Thursday, December 15, 2011

Wrongmaking Characteristics of Right Actions?

I was looking at something in Tooley's SEP article on the problem of evil, which is one of those SEP articles that makes an interesting paper without being very good as an encyclopedia article, and stopped to read his "Concrete, Deontological, and Direct Inductive Formulation" of the PoE. Evaluating it he goes through each of the nine premises and concludes, "So all of the premises seem fine"; I don't actually think this is true, since several of the premises seem to me to be ambiguous as formulated. But this premise in particular just baffled me:

(10) An action is morally wrong, all things considered, if it has a wrongmaking characteristic that is not counterbalanced by any rightmaking characteristics.

It reminds me of Campbell's cutting comments (in his critique of Hume on miracles) about the bizarreness of Hume's principle of counterpoise. Clearly if we are accepting this principle as "by virtue of the concepts of rightmaking and wrongmaking characteristics, together with the concept of an action's being wrong, all things considered," we can't be using the phrase "wrongmaking characteristic" to mean "characteristic that makes an action wrong". And the same with "rightmaking characteristic". In every other discussion I've come across in which phrases like these have been used, 'wrongmaking' was the adjectival form of 'making wrong'. So what, then, are these wrongmakers and rightmakers that don't necessarily make actions wrong or right? What general features do they have?

When he first mentions them, he says that they are properties "that determine whether an action is one that ought to be performed, or ought not to be performed, other things being equal." I take it that the ceteris paribus clause here is supposed to be doing some major work, but combining it with (10) seems to convey the idea that wrongmaking characteristics are characteristics that make an action wrong when it's not a right action, and rightmaking characteristics are characteristics that make an action right when it's not a wrong action. And then (A) we need to have a clear account of how we identify them in a non-question-begging way, which we don't have; and (B) we need to have an argument that they are universally stable and not merely functional according to circumstances -- i.e., that characteristic of type C is not wrongmaking under some circumstances and rightmaking under others; and (C)we need to know how we assess the balance of rightmaking and wrongmaking. Indeed, rather weirdly, rightmakers and wrongmakers don't make actions right or wrong; rather, what makes an action right or wrong is the higher-order characteristic of how your wrongmakers relate to your rightmakers. This is not, as far as I have been able to determine, standard usage of the terms at all; in standard usage, 'rightmaking' indicates something that makes your action right. It's not normally used to talk about what makes your action right assuming it isn't "overbalanced" by the sort of thing that makes your action wrong (if it's not "overbalanced" by the sort of thing that makes it right...); or, to put it in other terms, we don't usually talk about oughts in such a roundabout, vague, and wishy-washy way.

Setting aside the unnecessarily confusing nature of the terminology, part of the weirdness is that this is a principle of the kind that usually indicates a consequentialist view, but it is stated in terms that are usually used to indicate a deontological view. (Tooley seems to want to get away from a consequentialist view in order to avoid certain controversies, but this sort of principle is not a usual part of deontological views, and so it's difficult to see how it avoids the problem of controversy.) We can make sense of:

(10') An action is morally wrong, all things considered, if it has disutility that is not counterbalanced by any utility.

But (10) is not obviously even coherent, and even if we assume it coherent, it isn't clear how we'd identify our wrongmaking and rightmaking characteristics as they'd have to be understood here (without begging any questions), and even if we assume we could, it isn't clear how we'd determine whether (say) 'letting Pinocchio become a real boy' was counterbalanced by (say) 'letting Bambi's mother die', and by what measure. Under what moral theory does it actually make sense to analyze actions this way?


--- Exercise prompt ---
Using the listing below, copy exactly the lines from the one containing "The image size" to the one containing "Task: Click on", both lines included, and no others.

--- Dataset excerpts ---
━━━━━━━━━━━━━━━━━━━━━━━━━━━━━━

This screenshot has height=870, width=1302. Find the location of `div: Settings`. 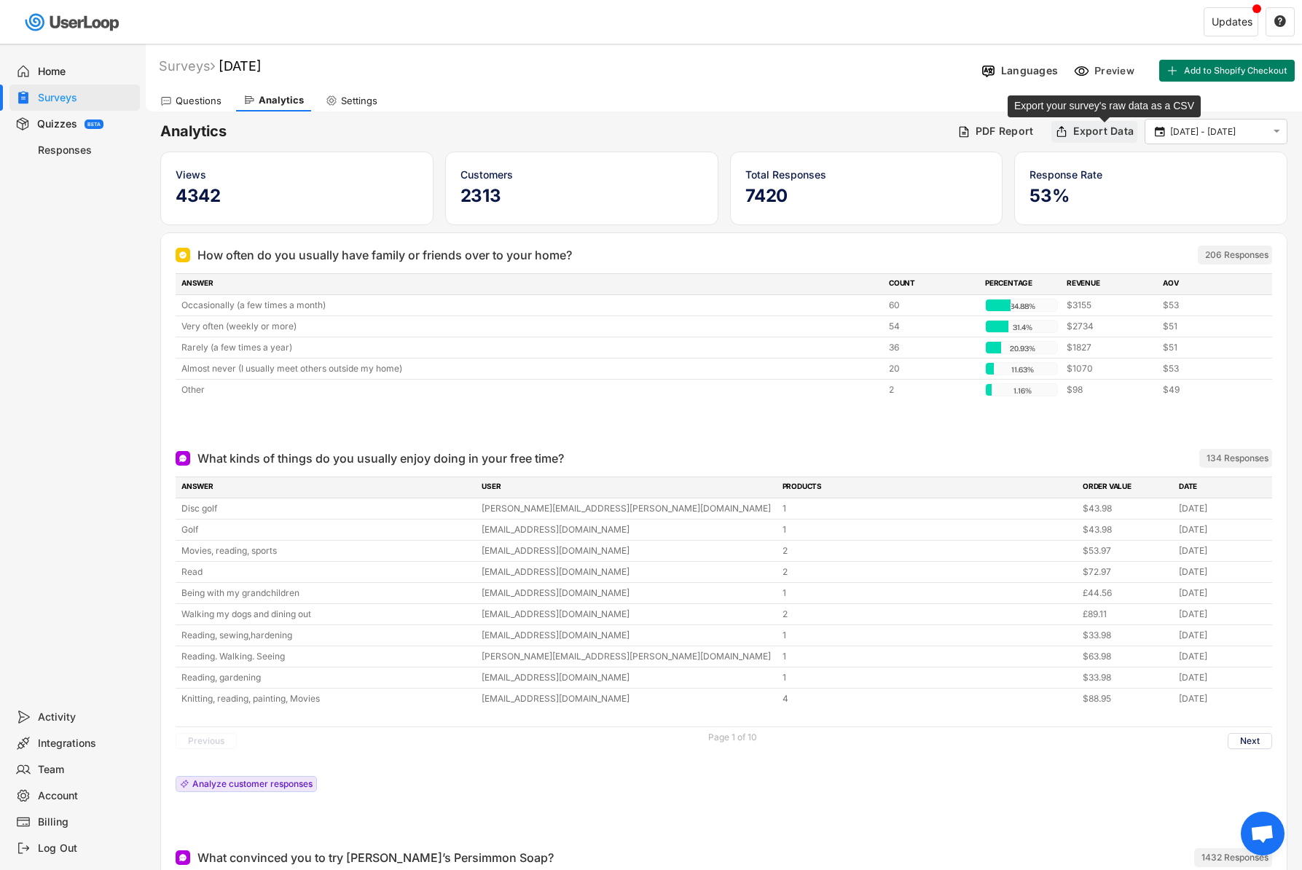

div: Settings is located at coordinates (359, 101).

━━━━━━━━━━━━━━━━━━━━━━━━━━━━━━

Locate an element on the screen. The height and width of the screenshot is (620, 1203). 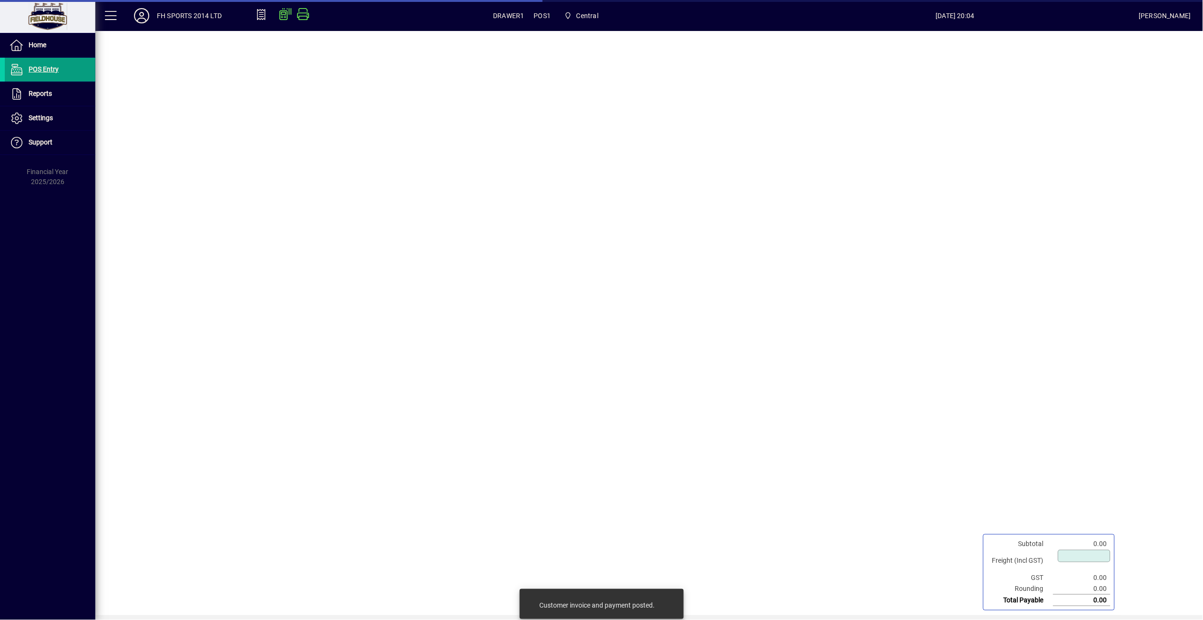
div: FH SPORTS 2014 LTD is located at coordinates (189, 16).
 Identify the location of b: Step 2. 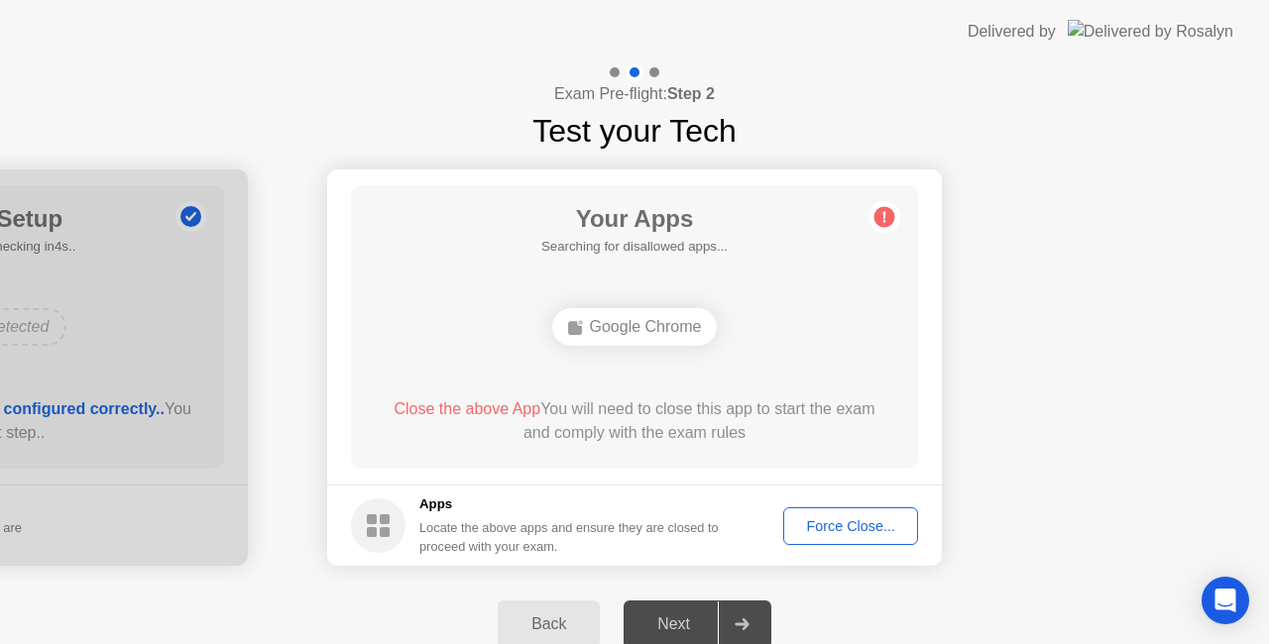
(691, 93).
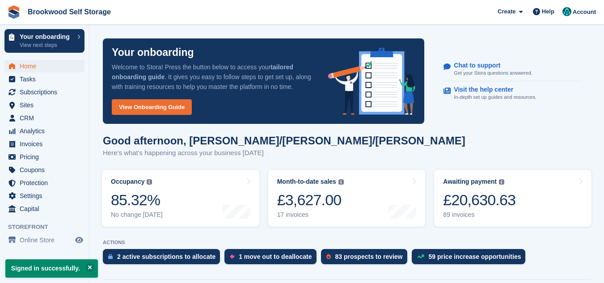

━━━━━━━━━━━━━━━━━━━━━━━━━━━━━━

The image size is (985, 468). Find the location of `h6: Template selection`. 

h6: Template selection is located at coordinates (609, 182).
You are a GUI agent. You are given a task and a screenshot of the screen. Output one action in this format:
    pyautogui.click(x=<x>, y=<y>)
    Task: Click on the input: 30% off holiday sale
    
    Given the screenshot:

━━━━━━━━━━━━━━━━━━━━━━━━━━━━━━

--- Reply ---
The image size is (985, 468). Find the location of `h6: Template selection`. 

h6: Template selection is located at coordinates (609, 182).
You are a GUI agent. You are given a task and a screenshot of the screen. Output one action in this format:
    pyautogui.click(x=<x>, y=<y>)
    Task: Click on the input: 30% off holiday sale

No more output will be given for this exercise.